Irish logarithms

Ideas for speeding up multiplication on mechanical calculators.

Multiplication.

The only thing most mechanical calculators can really do is adding and subtracting.

Multiplication is achieved by repeatedly adding the multiplicand to itself, as many times as the multiplier is large. To speed up the process the multiplicand is shifted one position for each higher order of the multiplier, so that a multiplication by 345 does not need 345 additions, but only 3+4+5 (Figure 1).

Figure 1: Mechanical multiplication.

The machines of Leibniz (1673) and Thomas de Colmar (1820) already worked on this principle. But this had the inconvenience that the number of additions, and the duration of the calculation, depended on the value of the multiplier.

Direct multiplication

In 1878, Ramon Verea, a Spaniard from Cuba who had ended up in New York, proposed to put the tables of multiplication in "hardware" in order to carry out immediately the multiplication of a multiplicand with a one-digit multiplier.[1] He made a decagonal prism with holes whose "shallowness"[2] represented the simple products.[3] (Figure 2) A pin probes the depth of a hole and rotates a counting wheel proportional to the depth of the hole. For each digit in a multiplicand the corresponding prism is turned so that the face representing the value of the digit is looking at the pin. The pins are set at a height that corresponds to a digit of the multiplier. Then the prisms are pushed towards the pins, and thereby move the pins over a distance required by the multiplication tables. When multiplying with a multi-digit multiplier, this process must be repeated for each digit. If the shallowness of the holes would represent directly the simple products, the deepest hole should have been 9×9 = 81 times deeper than the shallowest hole. This required a probing accuracy that, at Verea's time, was not achieved without an inconveniently large and slow mechanism. Therefore Verea choose to represent the simple products by two holes: one hole for the units and one hole for the tens. The holes are sensed by two pins that control two successive orders in the adder. For 9×9 one pin would move one step, and add one to the units-counter, and the other pin would move 8 steps and add 8 to the tens counter. Another reason to use two holes is that the normal tens transfer mechanism in the adder can be used: if the units wheel rotates past 9, the tens wheel should be rotated 1 step further. If a single hole was used, a transfer of 8 might occur, and the usual tens-transfer mechanisms can not do that.

In 1872, before Verea patented his machine, Edmund Barbour had already received a patent on a multiplier,[4] in which the simple products are represented as short racks on large cylinders.

Figure 2: Verea's multiplication table

Figure 3: Barbour's multiplication table

In 1896, the Frenchman Leon Bollée developed a multiplier by a similar principle.[5] Instead of prisms with holes, he used sticks on a block to represent the tables (Figure 4). Bollee clearly describes in his patent the operation of his machine: after setting the multiplicand and one digit of the multiplier, first all units of the simple products are added to the counting mechanism, then the possible tens-transfers are performed, then the tens of simple products are added to the counting mechanism, which is shifted one position, and the resulting tens-transfers are performed, and finally the counting mechanism slides back. Bollée only needs one probe per resulting digit, whereas Verea needs two. It is not clear how two probes, the units-probe of one order and the tens-probe of a lower order, could simultaneously operate one and the same counting wheel. Multiplication tables similar to Bollée's design have been successfully employed by Otto Steiger and Hans Egli in the "Millionaire" calculator. There were several other direct multipliers on the market, but most of the mechanical calculators continued multiplying by repeated addition.

Figure 4: Bollée's multiplication table

Continued in Part 2...

References

    1. Ramón Verea, “Improvement in calculating machines”, US Patent 207918, September 10, 1878.

    2. Shallowness = the distance between the bottom of the hole and the axis of the prism.

    3. Simple products: 1×1, 1×2, … 9×8, 9×9

    4. Edmund Barbour, “Improvements in Calculating Machines”, US Patent 130404, August 13, 1872.

    5. Leon Bollée, “Calculating Machine”, US Patent 556720, March 17, 1896.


Within the listing below, please show every line carrying the string "HONEY".

Material supplied:
══════════════════════════════
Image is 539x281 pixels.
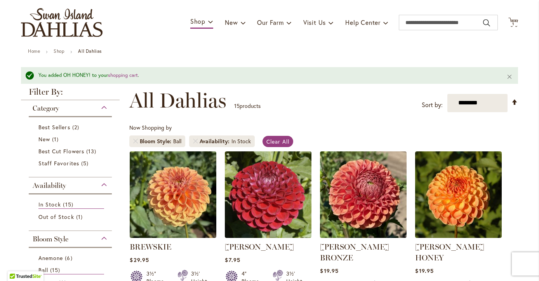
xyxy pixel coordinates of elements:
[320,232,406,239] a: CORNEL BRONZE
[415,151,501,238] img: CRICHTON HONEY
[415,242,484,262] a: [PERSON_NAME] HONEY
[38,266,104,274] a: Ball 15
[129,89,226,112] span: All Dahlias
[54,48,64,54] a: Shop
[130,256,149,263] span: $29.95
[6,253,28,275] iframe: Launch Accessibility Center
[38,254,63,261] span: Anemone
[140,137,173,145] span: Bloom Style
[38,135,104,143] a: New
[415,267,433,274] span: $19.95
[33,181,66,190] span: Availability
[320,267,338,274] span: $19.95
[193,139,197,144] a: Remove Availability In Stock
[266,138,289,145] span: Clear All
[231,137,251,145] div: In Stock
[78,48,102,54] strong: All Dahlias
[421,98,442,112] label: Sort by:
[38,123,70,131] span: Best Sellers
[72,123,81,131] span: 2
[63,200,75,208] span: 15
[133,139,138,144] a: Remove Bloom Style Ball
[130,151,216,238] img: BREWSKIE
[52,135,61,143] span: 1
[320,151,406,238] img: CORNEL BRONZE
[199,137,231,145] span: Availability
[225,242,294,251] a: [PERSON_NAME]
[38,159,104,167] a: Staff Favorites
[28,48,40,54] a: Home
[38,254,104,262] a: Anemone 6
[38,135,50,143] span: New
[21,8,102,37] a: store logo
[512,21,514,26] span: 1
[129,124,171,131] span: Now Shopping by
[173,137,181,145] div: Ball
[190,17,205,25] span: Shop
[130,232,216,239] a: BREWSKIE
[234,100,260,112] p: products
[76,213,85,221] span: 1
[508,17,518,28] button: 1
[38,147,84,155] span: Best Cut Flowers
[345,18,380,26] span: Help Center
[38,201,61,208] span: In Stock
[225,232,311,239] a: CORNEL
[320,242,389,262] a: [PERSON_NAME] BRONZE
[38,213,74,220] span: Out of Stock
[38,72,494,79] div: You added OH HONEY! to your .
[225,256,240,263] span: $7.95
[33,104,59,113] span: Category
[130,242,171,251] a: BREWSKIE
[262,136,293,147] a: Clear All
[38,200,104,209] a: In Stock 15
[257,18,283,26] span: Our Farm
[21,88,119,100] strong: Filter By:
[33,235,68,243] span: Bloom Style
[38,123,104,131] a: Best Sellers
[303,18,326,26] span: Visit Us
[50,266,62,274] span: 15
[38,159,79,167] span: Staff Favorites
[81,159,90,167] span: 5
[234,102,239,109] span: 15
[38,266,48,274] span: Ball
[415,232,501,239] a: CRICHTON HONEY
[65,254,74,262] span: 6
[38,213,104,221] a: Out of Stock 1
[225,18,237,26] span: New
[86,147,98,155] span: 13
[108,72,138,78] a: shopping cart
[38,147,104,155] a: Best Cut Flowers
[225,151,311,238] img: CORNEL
══════════════════════════════
Output of the task:
[415,151,501,238] img: CRICHTON HONEY
[415,242,484,262] a: [PERSON_NAME] HONEY
[38,72,494,79] div: You added OH HONEY! to your .
[415,232,501,239] a: CRICHTON HONEY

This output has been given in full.